Over the last few years, there has been a growing interest on analysing the intersections between immigration control and penal institutions, including prisons. Recent scholarship has highlighted that, for many foreign nationals, western European prisons are working as precursors of deportation. However, this research has been mainly focused on northern countries, such as England & Wales, Norway, or the Netherlands, which are far from the southern border of Europe. The purpose of this research is to provide a wider and deeper understanding of how the border materialises inside western European prisons by including Spain, a southern European country, in the picture.

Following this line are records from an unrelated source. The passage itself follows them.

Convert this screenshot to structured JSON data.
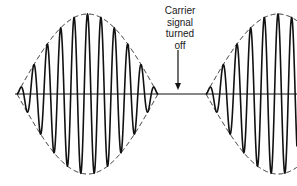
{
  "diagram": {
    "title": "",
    "annotation": {
      "lines": [
        "Carrier",
        "signal",
        "turned",
        "off"
      ],
      "arrow_target": "baseline gap between bursts"
    },
    "colors": {
      "stroke": "#111111",
      "background": "#ffffff"
    },
    "baseline": {
      "y": 94,
      "x_start": 15,
      "x_end": 297
    },
    "bursts": [
      {
        "name": "left-burst",
        "x_start": 17,
        "x_end": 158,
        "amplitude": 80,
        "cycles": 10.5,
        "envelope": "full"
      },
      {
        "name": "right-burst",
        "x_start": 206,
        "x_end": 350,
        "amplitude": 80,
        "cycles": 10.5,
        "envelope": "rising-cut"
      }
    ],
    "arrow": {
      "x": 178,
      "y_top": 50,
      "y_bottom": 90
    }
  }
}
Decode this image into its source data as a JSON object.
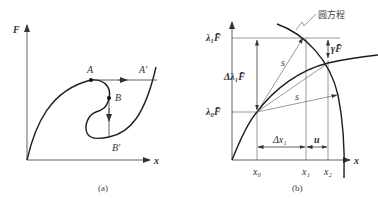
{
  "panel_a": {
    "y_axis_label": "F",
    "x_axis_label": "x",
    "points": {
      "A": "A",
      "A_prime": "A′",
      "B": "B",
      "B_prime": "B′"
    },
    "caption": "(a)"
  },
  "panel_b": {
    "y_axis_label_top": "λ₁F̄",
    "y_axis_label_bottom": "λ₀F̄",
    "delta_lambda_label": "Δλ₁F̄",
    "gamma_label": "γF̄",
    "arc_label": "圆方程",
    "s_label_1": "s",
    "s_label_2": "s",
    "delta_x_label": "Δx₁",
    "u_label": "u",
    "x_ticks": [
      "x₀",
      "x₁",
      "x₂"
    ],
    "x_axis_label": "x",
    "caption": "(b)"
  }
}
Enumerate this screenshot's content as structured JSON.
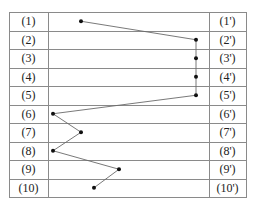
{
  "left_labels": [
    "(1)",
    "(2)",
    "(3)",
    "(4)",
    "(5)",
    "(6)",
    "(7)",
    "(8)",
    "(9)",
    "(10)"
  ],
  "right_labels": [
    "(1')",
    "(2')",
    "(3')",
    "(4')",
    "(5')",
    "(6')",
    "(7')",
    "(8')",
    "(9')",
    "(10')"
  ],
  "points": [
    {
      "row": 1,
      "x": 81
    },
    {
      "row": 2,
      "x": 196
    },
    {
      "row": 3,
      "x": 196
    },
    {
      "row": 4,
      "x": 196
    },
    {
      "row": 5,
      "x": 196
    },
    {
      "row": 6,
      "x": 53
    },
    {
      "row": 7,
      "x": 81
    },
    {
      "row": 8,
      "x": 53
    },
    {
      "row": 9,
      "x": 119
    },
    {
      "row": 10,
      "x": 94
    }
  ],
  "colors": {
    "grid": "#8a8a8a",
    "line": "#6a6a6a",
    "dot": "#111111"
  }
}
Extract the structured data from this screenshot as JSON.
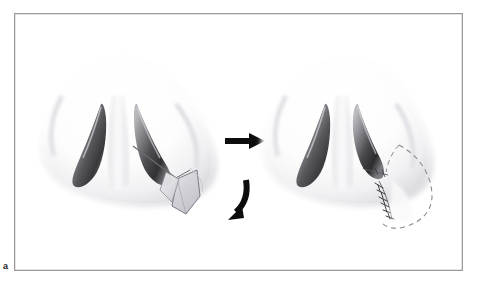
{
  "figure": {
    "panel_letter": "a",
    "caption": "",
    "title": "",
    "frame_color": "#9a9a9e",
    "background_color": "#ffffff"
  },
  "illustration": {
    "type": "surgical-diagram",
    "subject": "nose-basal-view",
    "procedure": "alar base / nostril sill wedge excision",
    "panels": [
      {
        "id": "pre-operative",
        "name": "nose-preoperative",
        "label": "",
        "description": "Basal view of nose with planned wedge excision marked on right alar base",
        "features": [
          "left-nostril",
          "right-nostril",
          "columella",
          "nasal-tip",
          "incision-line",
          "excision-wedge-flap"
        ]
      },
      {
        "id": "post-operative",
        "name": "nose-postoperative",
        "label": "",
        "description": "Basal view of nose after closure with sutures and dashed original contour",
        "features": [
          "left-nostril",
          "right-nostril",
          "columella",
          "nasal-tip",
          "suture-line",
          "original-contour-dashed"
        ]
      }
    ],
    "arrows": [
      {
        "name": "straight-arrow",
        "direction": "right",
        "style": "solid-black"
      },
      {
        "name": "curved-arrow",
        "direction": "down-left",
        "style": "solid-black-curved"
      }
    ],
    "colors": {
      "skin_light": "#ffffff",
      "skin_shadow": "#e8e8ea",
      "nostril_dark": "#3a3a3c",
      "nostril_mid": "#8e8e92",
      "flap_fill": "#cfcfd4",
      "line_stroke": "#6e6e73",
      "arrow_fill": "#0d0d0d",
      "dashed_stroke": "#8a8a90",
      "suture_stroke": "#2a2a2c"
    }
  }
}
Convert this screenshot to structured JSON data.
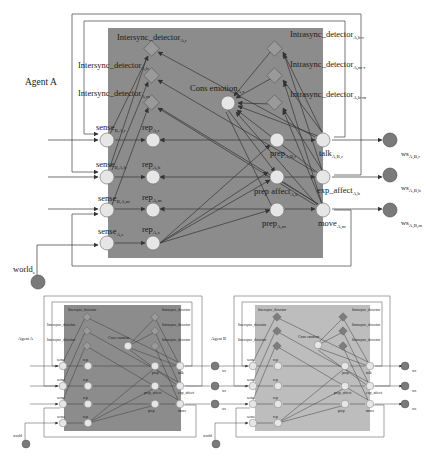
{
  "colors": {
    "background": "#ffffff",
    "agent_a_box": "#8c8c8c",
    "agent_b_box": "#bdbdbd",
    "state_node_fill": "#e6e6e6",
    "world_node_fill": "#7a7a7a",
    "detector_fill": "#9a9a9a",
    "detector_fill_b": "#7d7d7d",
    "edge": "#3a3a3a",
    "loop": "#555555"
  },
  "main_diagram": {
    "agent_label": "Agent A",
    "detectors_left": [
      {
        "base": "Intersync_detector",
        "sub": "A,r"
      },
      {
        "base": "Intersync_detector",
        "sub": "A,b"
      },
      {
        "base": "Intersync_detector",
        "sub": "A,m"
      }
    ],
    "detectors_right": [
      {
        "base": "Intrasync_detector",
        "sub": "A,b-r"
      },
      {
        "base": "Intrasync_detector",
        "sub": "A,m-r"
      },
      {
        "base": "Intrasync_detector",
        "sub": "A,b-m"
      }
    ],
    "cons_emotion": {
      "base": "Cons emotion",
      "sub": "A,s"
    },
    "sense_nodes": [
      {
        "base": "sense",
        "sub": "B,A,r"
      },
      {
        "base": "sense",
        "sub": "B,A,b"
      },
      {
        "base": "sense",
        "sub": "B,A,m"
      },
      {
        "base": "sense",
        "sub": "A,s"
      }
    ],
    "rep_nodes": [
      {
        "base": "rep",
        "sub": "A,r"
      },
      {
        "base": "rep",
        "sub": "A,b"
      },
      {
        "base": "rep",
        "sub": "A,m"
      },
      {
        "base": "rep",
        "sub": "A,s"
      }
    ],
    "prep_nodes": [
      {
        "base": "prep",
        "sub": "A,B,r"
      },
      {
        "base": "prep affect",
        "sub": "A,b"
      },
      {
        "base": "prep",
        "sub": "A,m"
      }
    ],
    "effector_nodes": [
      {
        "base": "talk",
        "sub": "A,B,r"
      },
      {
        "base": "exp_affect",
        "sub": "A,b"
      },
      {
        "base": "move",
        "sub": "A,m"
      }
    ],
    "world_state_nodes": [
      {
        "base": "ws",
        "sub": "A,B,r"
      },
      {
        "base": "ws",
        "sub": "A,B,b"
      },
      {
        "base": "ws",
        "sub": "A,B,m"
      }
    ],
    "world_node": {
      "base": "world",
      "sub": "s"
    }
  },
  "bottom_diagrams": [
    {
      "agent_label": "Agent A",
      "detectors_left": [
        "Intersync_detector",
        "Intersync_detector",
        "Intersync_detector"
      ],
      "detectors_right": [
        "Intrasync_detector",
        "Intrasync_detector",
        "Intrasync_detector"
      ],
      "cons_emotion": "Cons emotion",
      "sense": [
        "sense",
        "sense",
        "sense",
        "sense"
      ],
      "rep": [
        "rep",
        "rep",
        "rep",
        "rep"
      ],
      "prep": [
        "prep",
        "prep_affect",
        "prep"
      ],
      "effectors": [
        "talk",
        "exp_affect",
        "move"
      ],
      "ws": [
        "ws",
        "ws",
        "ws"
      ],
      "world": "world"
    },
    {
      "agent_label": "Agent B",
      "detectors_left": [
        "Intersync_detector",
        "Intersync_detector",
        "Intersync_detector"
      ],
      "detectors_right": [
        "Intrasync_detector",
        "Intrasync_detector",
        "Intrasync_detector"
      ],
      "cons_emotion": "Cons emotion",
      "sense": [
        "sense",
        "sense",
        "sense",
        "sense"
      ],
      "rep": [
        "rep",
        "rep",
        "rep",
        "rep"
      ],
      "prep": [
        "prep",
        "prep_affect",
        "prep"
      ],
      "effectors": [
        "talk",
        "exp_affect",
        "move"
      ],
      "ws": [
        "ws",
        "ws",
        "ws"
      ],
      "world": "world"
    }
  ]
}
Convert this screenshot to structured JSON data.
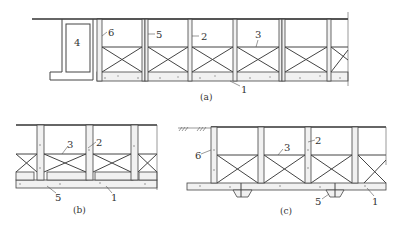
{
  "figure": {
    "subfigures": [
      {
        "id": "a",
        "caption": "(a)",
        "callouts": [
          "1",
          "2",
          "3",
          "4",
          "5",
          "6"
        ]
      },
      {
        "id": "b",
        "caption": "(b)",
        "callouts": [
          "1",
          "2",
          "3",
          "5"
        ]
      },
      {
        "id": "c",
        "caption": "(c)",
        "callouts": [
          "1",
          "2",
          "3",
          "5",
          "6"
        ]
      }
    ],
    "labels": {
      "a_4": "4",
      "a_6": "6",
      "a_5": "5",
      "a_2": "2",
      "a_3": "3",
      "a_1": "1",
      "b_3": "3",
      "b_2": "2",
      "b_5": "5",
      "b_1": "1",
      "c_6": "6",
      "c_3": "3",
      "c_2": "2",
      "c_5": "5",
      "c_1": "1"
    },
    "colors": {
      "line": "#444444",
      "concrete_fill": "#f1f1f1",
      "background": "#ffffff"
    }
  }
}
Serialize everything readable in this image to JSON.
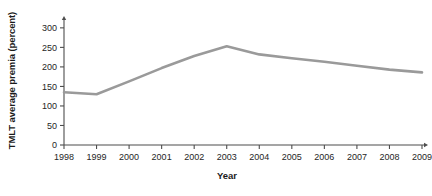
{
  "chart_data": {
    "type": "line",
    "title": "",
    "xlabel": "Year",
    "ylabel": "TMLT average premia (percent)",
    "categories": [
      "1998",
      "1999",
      "2000",
      "2001",
      "2002",
      "2003",
      "2004",
      "2005",
      "2006",
      "2007",
      "2008",
      "2009"
    ],
    "x": [
      1998,
      1999,
      2000,
      2001,
      2002,
      2003,
      2004,
      2005,
      2006,
      2007,
      2008,
      2009
    ],
    "values": [
      135,
      130,
      163,
      197,
      228,
      253,
      232,
      222,
      213,
      203,
      193,
      186
    ],
    "series": [
      {
        "name": "TMLT average premia",
        "values": [
          135,
          130,
          163,
          197,
          228,
          253,
          232,
          222,
          213,
          203,
          193,
          186
        ],
        "color": "#9a9a9a"
      }
    ],
    "ylim": [
      0,
      315
    ],
    "xlim": [
      1998,
      2009
    ],
    "yticks": [
      0,
      50,
      100,
      150,
      200,
      250,
      300
    ],
    "ytick_labels": [
      "0",
      "50",
      "100",
      "150",
      "200",
      "250",
      "300"
    ],
    "xticks": [
      1998,
      1999,
      2000,
      2001,
      2002,
      2003,
      2004,
      2005,
      2006,
      2007,
      2008,
      2009
    ],
    "xtick_labels": [
      "1998",
      "1999",
      "2000",
      "2001",
      "2002",
      "2003",
      "2004",
      "2005",
      "2006",
      "2007",
      "2008",
      "2009"
    ],
    "grid": false,
    "legend": false,
    "legend_position": "none",
    "axis_color": "#4d4d4d",
    "text_color": "#262626",
    "background_color": "#ffffff"
  }
}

In Spain, recent prison orders issued in 2019 have assigned prison Treatment Boards the task of sorting which foreign prisoners are “settled” migrants and will have real chances of reintegration into Spanish society – and, thus, will receive the same treatment as Spanish inmates – and which foreigners are just alien nationals for whom penal expulsion, penitentiary repatriation or administrative post-sentence deportation will be the only options available.
Taking this starting point, this paper studies Spanish prison policies and statistics related to the expulsion of imprisoned migrants and analyses the role of the prison in the control of immigration in Spain. Building on this analysis, we discuss to what extent such policies and practices respond to a common trend of western "Europeanization of crimmigration in the prison", as suggested by Pakes and Holt, or, on the contrary, differences between northern and southern European countries need to be acknowledged.